A pretty interesting read on Method Overloading.
You Can Do It! (But that doesn't really mean that you should)
Via: Brad Abrams
A Discussion board for .NET/C#/WebServices/ASP.NET/XML/SQL/Silverlight/Windows and what not!!!
Monday, July 18, 2005
Friday, July 01, 2005
Usage Rules for NULL
A useful article Four rules on Nulls. Was a good read.
The article starts with explaining what NULL actually is and puts forth four rules on NULL usage.
Rule #1: Use NULLs to indicate unknown/missing information only. Do not use NULLs in place of zeroes, zero-length strings or other "known" blank values. Update your NULLs with proper information as soon as possible.
Rule #2: In ANSI SQL, NULL is not equal to anything, even other NULLs! Comparisons with NULL always result in UNKNOWN.
Rule #3: Use SET ANSI_NULLS ON, and always use ANSI Standard SQL Syntax for NULLs. Straying from the standard can cause problems including portability issues, incompatibility with existing code and databases and returning incorrect results.
Rule #4: The ANSI Standard COALESCE() and CASE syntaxes are preferred over ISNULL() or other proprietary syntax.
Via: Anand
The article starts with explaining what NULL actually is and puts forth four rules on NULL usage.
Rule #1: Use NULLs to indicate unknown/missing information only. Do not use NULLs in place of zeroes, zero-length strings or other "known" blank values. Update your NULLs with proper information as soon as possible.
Rule #2: In ANSI SQL, NULL is not equal to anything, even other NULLs! Comparisons with NULL always result in UNKNOWN.
Rule #3: Use SET ANSI_NULLS ON, and always use ANSI Standard SQL Syntax for NULLs. Straying from the standard can cause problems including portability issues, incompatibility with existing code and databases and returning incorrect results.
Rule #4: The ANSI Standard COALESCE() and CASE syntaxes are preferred over ISNULL() or other proprietary syntax.
Via: Anand
Recommendations for using Strings in 2.0
I read an article in MSDN by Dave New Recommendations for Using Strings in Microsoft .NET 2.0. Extract below:
Code owners previously using the InvariantCulture for string comparison, casing, and sorting should strongly consider using a new set of String overloads in Microsoft .NET 2.0. Specifically, data that is designed to be culture-agnostic and linguistically irrelevant should begin specifying overloads using either the StringComparison.Ordinal or StringComparison.OrdinalIgnoreCase members of the new StringComparison enumeration. These enforce a byte-by-byte comparison similar to strcmp that not only avoids bugs from linguistic interpretation of essentially symbolic strings, but provides better performance.
Recommendations for String Use
When developing with the 2.0 version of the .NET Framework, keeping a few very simple recommendations in mind will suffice to solve confusion about using strings.
Code owners previously using the InvariantCulture for string comparison, casing, and sorting should strongly consider using a new set of String overloads in Microsoft .NET 2.0. Specifically, data that is designed to be culture-agnostic and linguistically irrelevant should begin specifying overloads using either the StringComparison.Ordinal or StringComparison.OrdinalIgnoreCase members of the new StringComparison enumeration. These enforce a byte-by-byte comparison similar to strcmp that not only avoids bugs from linguistic interpretation of essentially symbolic strings, but provides better performance.
Recommendations for String Use
When developing with the 2.0 version of the .NET Framework, keeping a few very simple recommendations in mind will suffice to solve confusion about using strings.
Do's:
- Use StringComparison.Ordinal or OrdinalIgnoreCase for comparisons as your safe default for culture-agnostic string matching.
- Use StringComparison.Ordinal and OrdinalIgnoreCase comparisons for increased speed.
- Use StringComparison.CurrentCulture-based string operations when displaying the output to the user.
- Switch current use of string operations based on the invariant culture to use the non-linguistic StringComparison.Ordinal or StringComparison.OrdinalIgnoreCase when the comparison is linguistically irrelevant (symbolic, for example).
- Use ToUpperInvariant rather than ToLowerInvariant when normalizing strings for comparison.
Dont's:
- Use overloads for string operations that don't explicitly or implicitly specify the string comparison mechanism.
- Use StringComparison.InvariantCulture-based string operations in most cases; one of the few exceptions would be persisting linguistically meaningful but culturally-agnostic data.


Exercise goal.
If any record holds an image, omit the image and print the rest exactly.

(Records to use)

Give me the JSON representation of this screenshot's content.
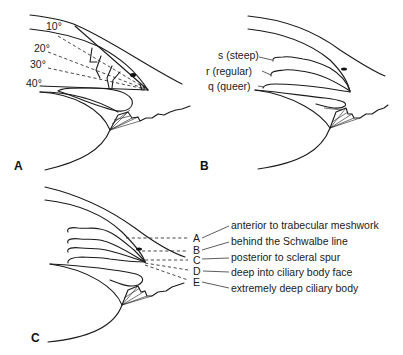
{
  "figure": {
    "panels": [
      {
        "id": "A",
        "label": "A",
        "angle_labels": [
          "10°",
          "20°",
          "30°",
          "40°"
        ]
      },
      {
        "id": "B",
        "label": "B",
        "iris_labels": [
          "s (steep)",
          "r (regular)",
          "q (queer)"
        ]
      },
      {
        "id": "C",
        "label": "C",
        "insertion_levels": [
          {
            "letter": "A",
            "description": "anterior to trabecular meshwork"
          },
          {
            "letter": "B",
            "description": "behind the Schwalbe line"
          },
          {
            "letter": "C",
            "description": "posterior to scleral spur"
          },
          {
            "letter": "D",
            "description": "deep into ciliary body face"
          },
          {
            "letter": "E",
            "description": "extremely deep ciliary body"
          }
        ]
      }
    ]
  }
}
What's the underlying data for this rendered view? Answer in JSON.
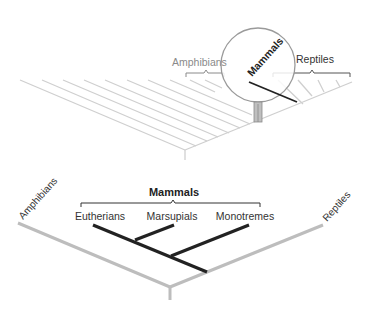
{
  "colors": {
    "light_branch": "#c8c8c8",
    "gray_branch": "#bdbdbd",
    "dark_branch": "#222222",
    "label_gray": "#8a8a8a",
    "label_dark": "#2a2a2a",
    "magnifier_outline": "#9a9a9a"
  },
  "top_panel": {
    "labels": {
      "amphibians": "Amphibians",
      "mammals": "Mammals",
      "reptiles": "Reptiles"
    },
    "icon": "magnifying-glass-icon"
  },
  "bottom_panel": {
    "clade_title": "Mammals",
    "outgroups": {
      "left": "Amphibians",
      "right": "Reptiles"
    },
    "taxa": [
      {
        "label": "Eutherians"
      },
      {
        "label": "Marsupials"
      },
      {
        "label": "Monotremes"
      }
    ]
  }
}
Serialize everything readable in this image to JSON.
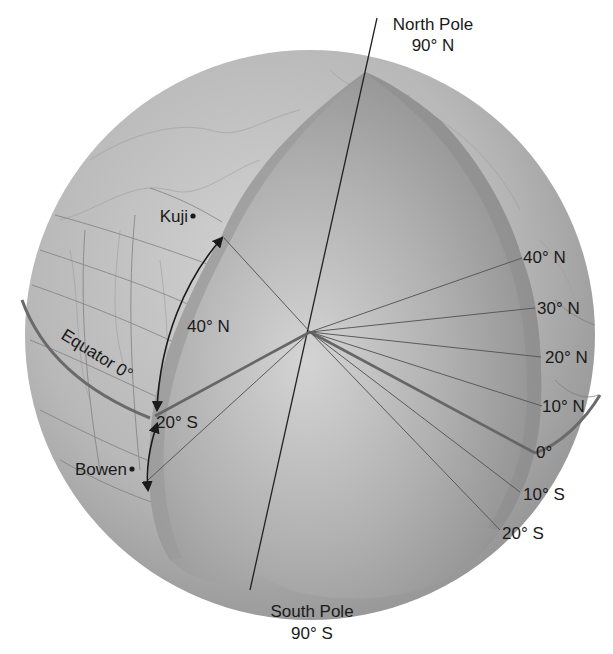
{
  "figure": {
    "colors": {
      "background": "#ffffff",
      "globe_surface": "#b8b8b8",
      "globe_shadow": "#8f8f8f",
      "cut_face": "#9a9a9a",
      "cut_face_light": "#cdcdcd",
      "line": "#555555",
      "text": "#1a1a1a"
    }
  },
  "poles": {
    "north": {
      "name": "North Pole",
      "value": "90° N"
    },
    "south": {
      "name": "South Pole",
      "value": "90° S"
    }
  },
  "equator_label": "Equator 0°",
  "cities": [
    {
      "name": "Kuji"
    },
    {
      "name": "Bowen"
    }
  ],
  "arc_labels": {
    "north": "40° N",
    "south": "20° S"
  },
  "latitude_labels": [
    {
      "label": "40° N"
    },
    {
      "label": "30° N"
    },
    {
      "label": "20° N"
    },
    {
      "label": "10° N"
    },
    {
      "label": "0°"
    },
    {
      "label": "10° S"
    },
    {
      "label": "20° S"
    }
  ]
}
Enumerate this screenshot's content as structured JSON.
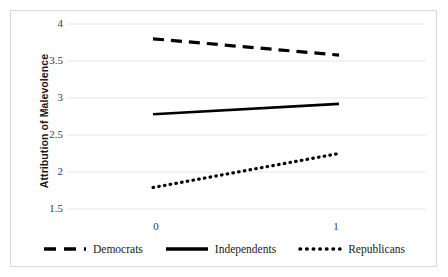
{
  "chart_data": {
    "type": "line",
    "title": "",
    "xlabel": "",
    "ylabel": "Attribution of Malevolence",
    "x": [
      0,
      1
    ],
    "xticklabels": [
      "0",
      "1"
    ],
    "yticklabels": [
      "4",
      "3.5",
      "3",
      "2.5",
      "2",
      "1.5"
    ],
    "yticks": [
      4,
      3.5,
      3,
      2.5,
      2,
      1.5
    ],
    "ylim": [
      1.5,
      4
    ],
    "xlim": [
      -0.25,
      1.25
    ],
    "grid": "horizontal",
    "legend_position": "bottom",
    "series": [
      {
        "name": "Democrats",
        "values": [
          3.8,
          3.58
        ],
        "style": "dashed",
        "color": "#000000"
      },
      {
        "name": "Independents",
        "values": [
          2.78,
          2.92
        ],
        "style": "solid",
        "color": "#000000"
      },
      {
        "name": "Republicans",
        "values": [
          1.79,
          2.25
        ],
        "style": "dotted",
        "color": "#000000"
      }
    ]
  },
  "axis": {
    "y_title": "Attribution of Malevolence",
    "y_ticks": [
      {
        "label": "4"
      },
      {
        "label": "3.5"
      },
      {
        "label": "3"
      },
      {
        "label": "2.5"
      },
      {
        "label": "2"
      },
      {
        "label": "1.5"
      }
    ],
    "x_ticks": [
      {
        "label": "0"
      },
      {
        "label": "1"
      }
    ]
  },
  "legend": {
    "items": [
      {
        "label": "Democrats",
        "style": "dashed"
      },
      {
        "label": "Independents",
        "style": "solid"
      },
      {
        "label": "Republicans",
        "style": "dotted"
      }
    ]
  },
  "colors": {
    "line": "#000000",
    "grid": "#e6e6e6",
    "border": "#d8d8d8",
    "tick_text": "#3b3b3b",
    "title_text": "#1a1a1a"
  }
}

(End Records to use)

Response to the exercise.
Give me the JSON representation of this screenshot's content.
{
  "figure": {
    "panels": [
      {
        "id": "A",
        "label": "A",
        "angle_labels": [
          "10°",
          "20°",
          "30°",
          "40°"
        ]
      },
      {
        "id": "B",
        "label": "B",
        "iris_labels": [
          "s (steep)",
          "r (regular)",
          "q (queer)"
        ]
      },
      {
        "id": "C",
        "label": "C",
        "insertion_levels": [
          {
            "letter": "A",
            "description": "anterior to trabecular meshwork"
          },
          {
            "letter": "B",
            "description": "behind the Schwalbe line"
          },
          {
            "letter": "C",
            "description": "posterior to scleral spur"
          },
          {
            "letter": "D",
            "description": "deep into ciliary body face"
          },
          {
            "letter": "E",
            "description": "extremely deep ciliary body"
          }
        ]
      }
    ]
  }
}
What's the underlying data for this rendered view? Answer in JSON.
{
  "colors": {
    "light_branch": "#c8c8c8",
    "gray_branch": "#bdbdbd",
    "dark_branch": "#222222",
    "label_gray": "#8a8a8a",
    "label_dark": "#2a2a2a",
    "magnifier_outline": "#9a9a9a"
  },
  "top_panel": {
    "labels": {
      "amphibians": "Amphibians",
      "mammals": "Mammals",
      "reptiles": "Reptiles"
    },
    "icon": "magnifying-glass-icon"
  },
  "bottom_panel": {
    "clade_title": "Mammals",
    "outgroups": {
      "left": "Amphibians",
      "right": "Reptiles"
    },
    "taxa": [
      {
        "label": "Eutherians"
      },
      {
        "label": "Marsupials"
      },
      {
        "label": "Monotremes"
      }
    ]
  }
}
Serialize everything readable in this image to JSON.
{
  "figure": {
    "colors": {
      "background": "#ffffff",
      "globe_surface": "#b8b8b8",
      "globe_shadow": "#8f8f8f",
      "cut_face": "#9a9a9a",
      "cut_face_light": "#cdcdcd",
      "line": "#555555",
      "text": "#1a1a1a"
    }
  },
  "poles": {
    "north": {
      "name": "North Pole",
      "value": "90° N"
    },
    "south": {
      "name": "South Pole",
      "value": "90° S"
    }
  },
  "equator_label": "Equator 0°",
  "cities": [
    {
      "name": "Kuji"
    },
    {
      "name": "Bowen"
    }
  ],
  "arc_labels": {
    "north": "40° N",
    "south": "20° S"
  },
  "latitude_labels": [
    {
      "label": "40° N"
    },
    {
      "label": "30° N"
    },
    {
      "label": "20° N"
    },
    {
      "label": "10° N"
    },
    {
      "label": "0°"
    },
    {
      "label": "10° S"
    },
    {
      "label": "20° S"
    }
  ]
}
Enumerate this screenshot's content as structured JSON.
{
  "chart_data": {
    "type": "line",
    "title": "",
    "xlabel": "",
    "ylabel": "Attribution of Malevolence",
    "x": [
      0,
      1
    ],
    "xticklabels": [
      "0",
      "1"
    ],
    "yticklabels": [
      "4",
      "3.5",
      "3",
      "2.5",
      "2",
      "1.5"
    ],
    "yticks": [
      4,
      3.5,
      3,
      2.5,
      2,
      1.5
    ],
    "ylim": [
      1.5,
      4
    ],
    "xlim": [
      -0.25,
      1.25
    ],
    "grid": "horizontal",
    "legend_position": "bottom",
    "series": [
      {
        "name": "Democrats",
        "values": [
          3.8,
          3.58
        ],
        "style": "dashed",
        "color": "#000000"
      },
      {
        "name": "Independents",
        "values": [
          2.78,
          2.92
        ],
        "style": "solid",
        "color": "#000000"
      },
      {
        "name": "Republicans",
        "values": [
          1.79,
          2.25
        ],
        "style": "dotted",
        "color": "#000000"
      }
    ]
  },
  "axis": {
    "y_title": "Attribution of Malevolence",
    "y_ticks": [
      {
        "label": "4"
      },
      {
        "label": "3.5"
      },
      {
        "label": "3"
      },
      {
        "label": "2.5"
      },
      {
        "label": "2"
      },
      {
        "label": "1.5"
      }
    ],
    "x_ticks": [
      {
        "label": "0"
      },
      {
        "label": "1"
      }
    ]
  },
  "legend": {
    "items": [
      {
        "label": "Democrats",
        "style": "dashed"
      },
      {
        "label": "Independents",
        "style": "solid"
      },
      {
        "label": "Republicans",
        "style": "dotted"
      }
    ]
  },
  "colors": {
    "line": "#000000",
    "grid": "#e6e6e6",
    "border": "#d8d8d8",
    "tick_text": "#3b3b3b",
    "title_text": "#1a1a1a"
  }
}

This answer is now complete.